Pagan Babies Gallery Talk
Gallery Talk
October 19, 2023
Event Date: Thursday, Oct. 19, 2023
Event Time: Doors open 6:30pm, talk starts 7pm
Location: Institute 193, Main Gallery
215 N. Limestone, Lexington, KY 40507
Admission: FREE
Description:
Please join us Thursday, October 19th, at 6:30 p.m. for a gallery talk with artist Robert Morgan and historian Jonathan Coleman, founders of the Faulkner Morgan Archive. Bob and Jon will be discussing the Pagan Babies and their role in queer Kentucky history, as well as the evolution of the Pagan Babies project and subsequent exhibition. They will also be joined by curator Paul Michael Brown and artist Cooper L. Gibson, with a Q&A following their discussion.
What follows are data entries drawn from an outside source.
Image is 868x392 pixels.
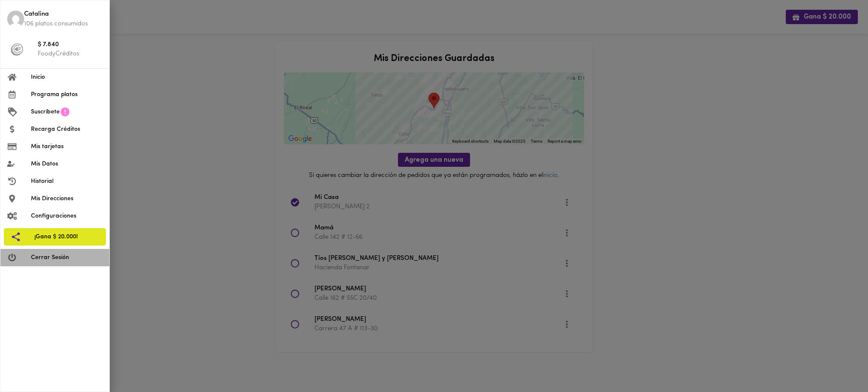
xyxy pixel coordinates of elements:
[31,194,103,204] span: Mis Direcciones
[38,50,103,58] p: FoodyCréditos
[31,177,103,186] span: Historial
[31,108,60,116] span: Suscríbete
[31,160,103,169] span: Mis Datos
[35,232,99,241] span: ¡Gana $ 20.000!
[31,90,103,99] span: Programa platos
[11,43,23,56] img: foody-creditos-black.png
[31,73,103,82] span: Inicio
[818,343,859,384] iframe: Messagebird Livechat Widget
[24,9,103,19] span: Catalina
[24,19,103,28] p: 106 platos consumidos
[31,142,103,151] span: Mis tarjetas
[38,40,103,50] span: $ 7.840
[31,253,103,262] span: Cerrar Sesión
[31,125,103,134] span: Recarga Créditos
[31,212,103,221] span: Configuraciones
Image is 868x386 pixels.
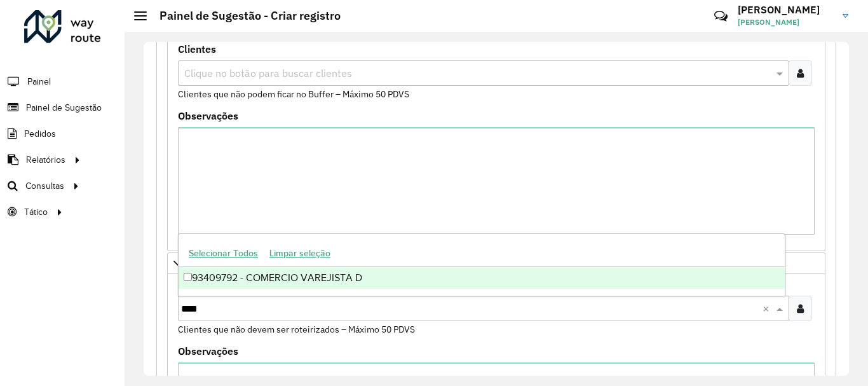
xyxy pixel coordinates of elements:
[26,153,66,167] span: Relatórios
[183,243,264,263] button: Selecionar Todos
[147,9,341,23] h2: Painel de Sugestão - Criar registro
[178,88,409,100] small: Clientes que não podem ficar no Buffer – Máximo 50 PDVS
[178,343,238,359] label: Observações
[763,300,773,316] span: Clear all
[178,42,216,56] label: Clientes
[738,4,833,16] h3: [PERSON_NAME]
[707,3,734,30] a: Contato Rápido
[24,127,56,140] span: Pedidos
[26,101,102,114] span: Painel de Sugestão
[167,39,826,251] div: Priorizar Cliente - Não podem ficar no buffer
[264,243,336,263] button: Limpar seleção
[178,108,238,123] label: Observações
[178,324,415,335] small: Clientes que não devem ser roteirizados – Máximo 50 PDVS
[178,234,786,296] ng-dropdown-panel: Options list
[24,205,47,219] span: Tático
[178,267,785,289] div: 93409792 - COMERCIO VAREJISTA D
[167,252,826,274] a: Preservar Cliente - Devem ficar no buffer, não roteirizar
[738,16,833,28] span: [PERSON_NAME]
[25,179,64,193] span: Consultas
[27,75,51,88] span: Painel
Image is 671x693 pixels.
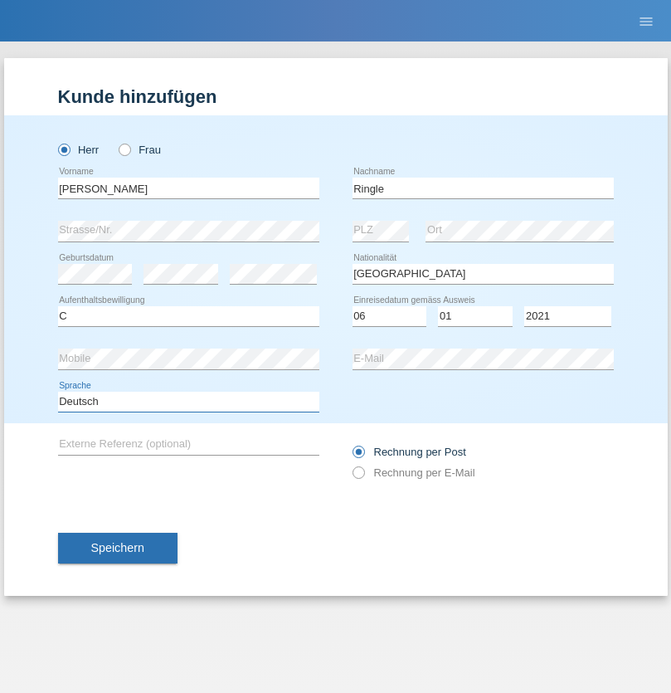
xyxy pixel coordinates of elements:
input: Herr [58,144,69,154]
input: Frau [119,144,129,154]
button: Speichern [58,533,178,564]
h1: Kunde hinzufügen [58,86,614,107]
label: Herr [58,144,100,156]
span: Speichern [91,541,144,554]
input: Rechnung per E-Mail [353,466,363,487]
i: menu [638,13,655,30]
label: Rechnung per Post [353,446,466,458]
a: menu [630,16,663,26]
input: Rechnung per Post [353,446,363,466]
label: Frau [119,144,161,156]
label: Rechnung per E-Mail [353,466,475,479]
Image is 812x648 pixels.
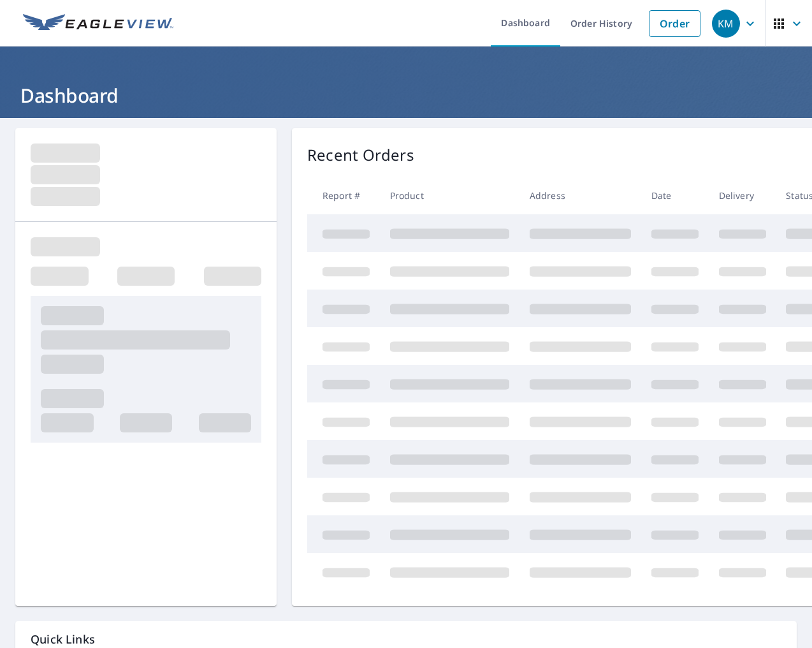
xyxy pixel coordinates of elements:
[519,177,641,214] th: Address
[15,82,797,108] h1: Dashboard
[711,10,740,38] div: KM
[649,11,700,37] a: Order
[380,177,519,214] th: Product
[641,177,709,214] th: Date
[307,143,414,166] p: Recent Orders
[307,177,380,214] th: Report #
[23,14,173,33] img: EV Logo
[709,177,776,214] th: Delivery
[31,631,781,647] p: Quick Links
The recently released book is largely comprised of a thought-to-be-lost portfolio of photographs produced by John Denny Ashley in collaboration with artist Robert Morgan and his cadre of artists and misfits from the mid-1970s into the 1980s. In addition to Ashley’s photographs, the concurrent exhibition contains work by other artists depicting the Pagan Babies, their predecessors, and those they later inspired. The show remains on view at Institute 193’s main gallery space, located at 215 North Limestone, Lexington, KY, through November 4.
Robert Morgan is a Lexington native and an HIV/AIDS activist and artist. His work can be seen in galleries and museums throughout the country. He has worked on numerous projects, both artistic and political, in the LGBTQ community for over fifty years.
Raised in Eastern Kentucky, Jonathan Coleman was a James Still Fellow at the University of Kentucky, where he received his doctorate in history in 2014. He often lectures on queer history and was a consultant for the Kentucky LGBTQ+ Heritage Initiative, founded by the National Park Service. Coleman’s book, Anywhere, Together: A Queer History of Kentucky, is forthcoming from the University Press of Kentucky.